The Westland Deep Fault Drilling Project — jointly led by Victoria University of Wellington, GNS Science and the University of Otago — drilled almost 900 m into the fault from a site in Whataroa near Franz Joseph. The team published a paper in Nature today about their surprising find of water hot enough to boil only 630 m down, with temperatures at the bottom of the borehole (around 820m) around 120˚C.
The San Andreas fault in California was drilled in a similar way, Professor Dave Craw from the University of Otago who was not involved in the study, told the Associated Press. But the “temperatures and thermal gradient encountered there were much lower than the Alpine Fault”, making the high temperatures unusual in a global context.

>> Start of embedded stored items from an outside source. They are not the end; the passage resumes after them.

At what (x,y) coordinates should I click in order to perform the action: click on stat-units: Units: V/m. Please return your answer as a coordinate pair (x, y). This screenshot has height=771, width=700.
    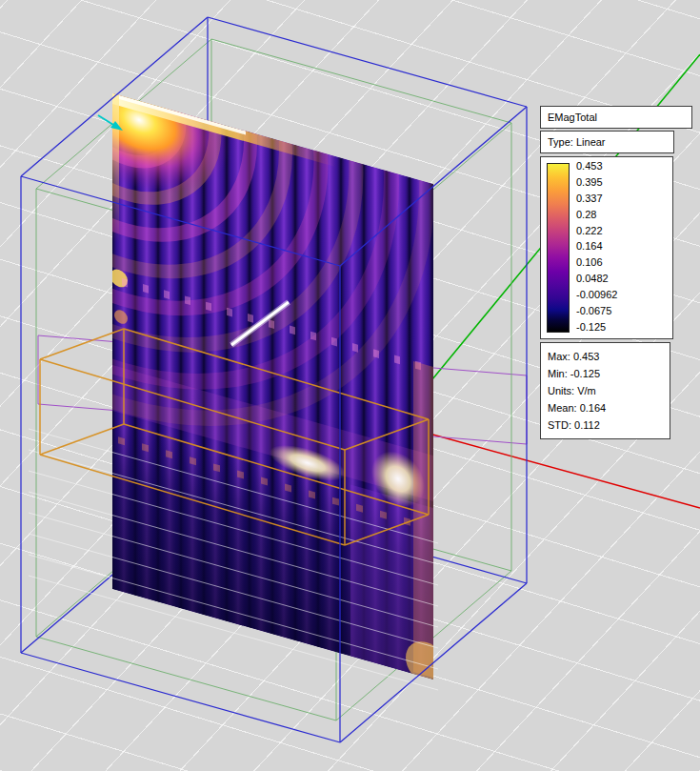
    Looking at the image, I should click on (606, 391).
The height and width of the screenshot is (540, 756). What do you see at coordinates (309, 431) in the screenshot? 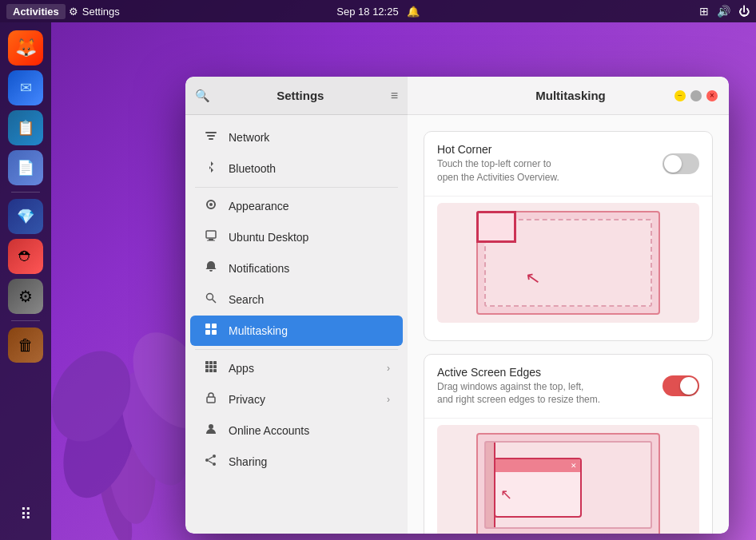
I see `online-accounts-label: Online Accounts` at bounding box center [309, 431].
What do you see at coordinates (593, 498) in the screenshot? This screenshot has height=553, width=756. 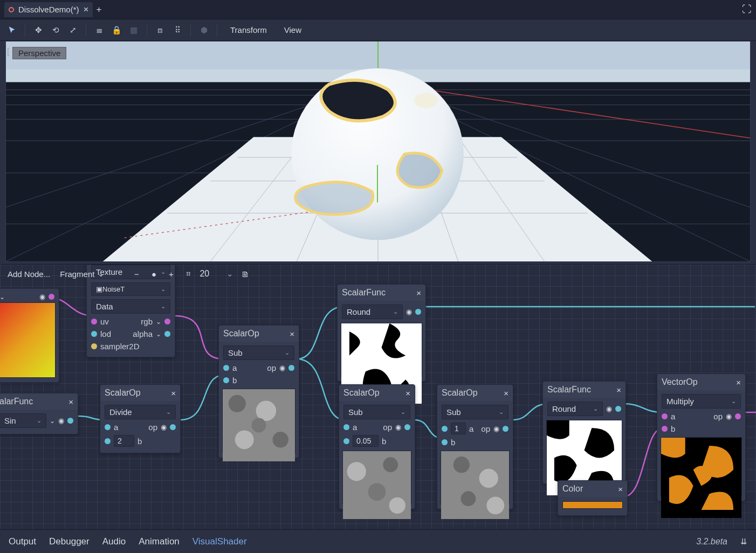 I see `node-color: Color×` at bounding box center [593, 498].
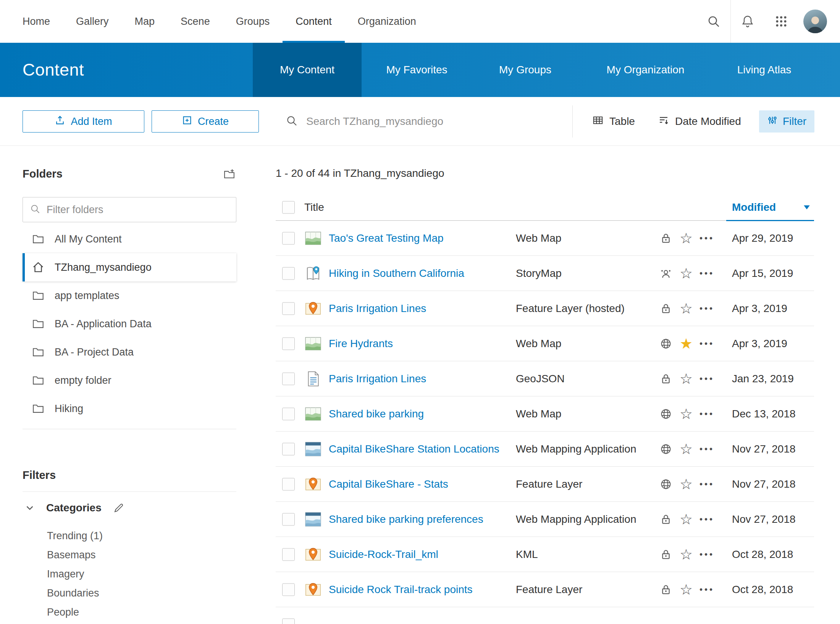 The width and height of the screenshot is (840, 624). Describe the element at coordinates (92, 21) in the screenshot. I see `nav-item-gallery: Gallery` at that location.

“We’d always thought it was going to be warmer than normal,” Professor John Townend told Radio NZ, because the Southern Alps are being lifted up rapidly (in geological timescales) by tectonic processes bringing up rocks from a great depth. “That process brings heat up from the portions of the crust and concentrates it in the shallow subsurface. Then the rainwater that falls on the West Coast seeps into the hot rocks and mines all that heat.”
Read more here. (Science Media Centre)
The Westland Deep Fault Drilling Project — jointly led by Victoria University of Wellington, GNS Science and the University of Otago — drilled almost 900 m into the fault from a site in Whataroa near Franz Joseph. The team published a paper in Nature today about their surprising find of water hot enough to boil only 630 m down, with temperatures at the bottom of the borehole (around 820m) around 120˚C.

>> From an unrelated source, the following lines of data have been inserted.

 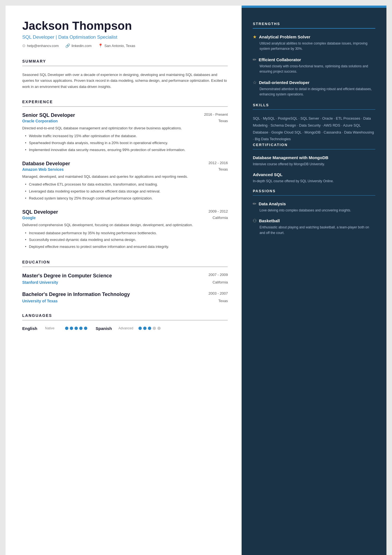 What do you see at coordinates (24, 46) in the screenshot?
I see `email-icon: ⊙` at bounding box center [24, 46].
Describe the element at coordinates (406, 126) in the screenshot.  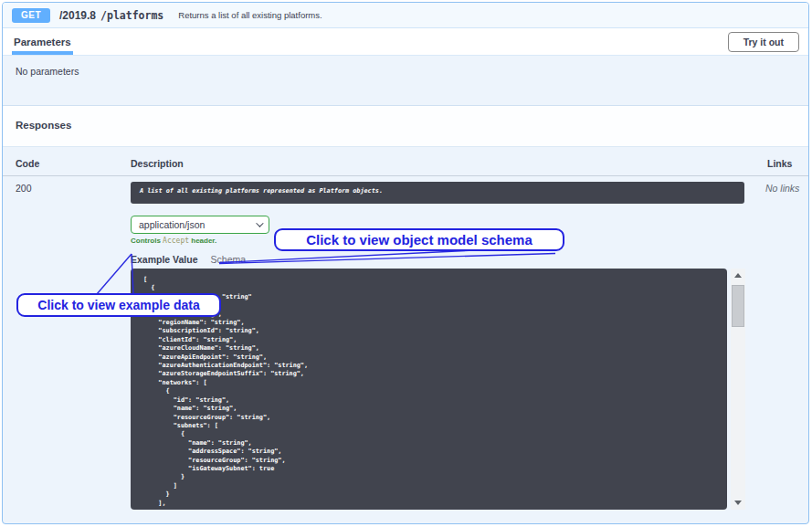
I see `responses-section-title: Responses` at that location.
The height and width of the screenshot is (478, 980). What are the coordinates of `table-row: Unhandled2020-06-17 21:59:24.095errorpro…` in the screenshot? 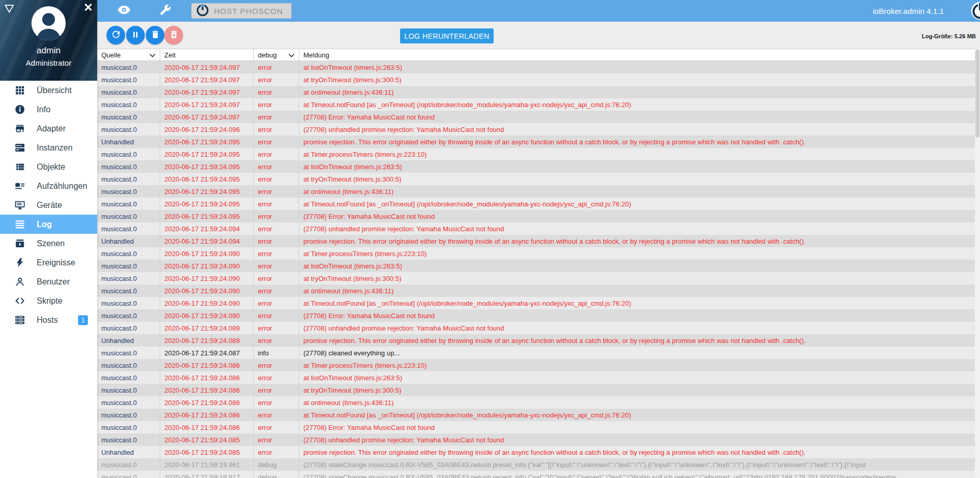 It's located at (536, 142).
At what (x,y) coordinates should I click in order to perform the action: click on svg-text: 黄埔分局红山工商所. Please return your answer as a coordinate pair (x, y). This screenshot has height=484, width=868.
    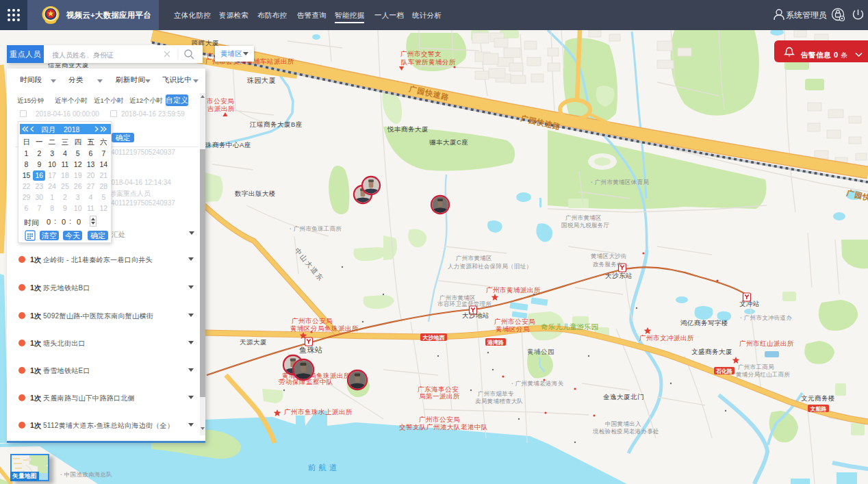
    Looking at the image, I should click on (763, 374).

The San Andreas fault in California was drilled in a similar way, Professor Dave Craw from the University of Otago who was not involved in the study, told the Associated Press. But the “temperatures and thermal gradient encountered there were much lower than the Alpine Fault”, making the high temperatures unusual in a global context.
“We’d always thought it was going to be warmer than normal,” Professor John Townend told Radio NZ, because the Southern Alps are being lifted up rapidly (in geological timescales) by tectonic processes bringing up rocks from a great depth. “That process brings heat up from the portions of the crust and concentrates it in the shallow subsurface. Then the rainwater that falls on the West Coast seeps into the hot rocks and mines all that heat.”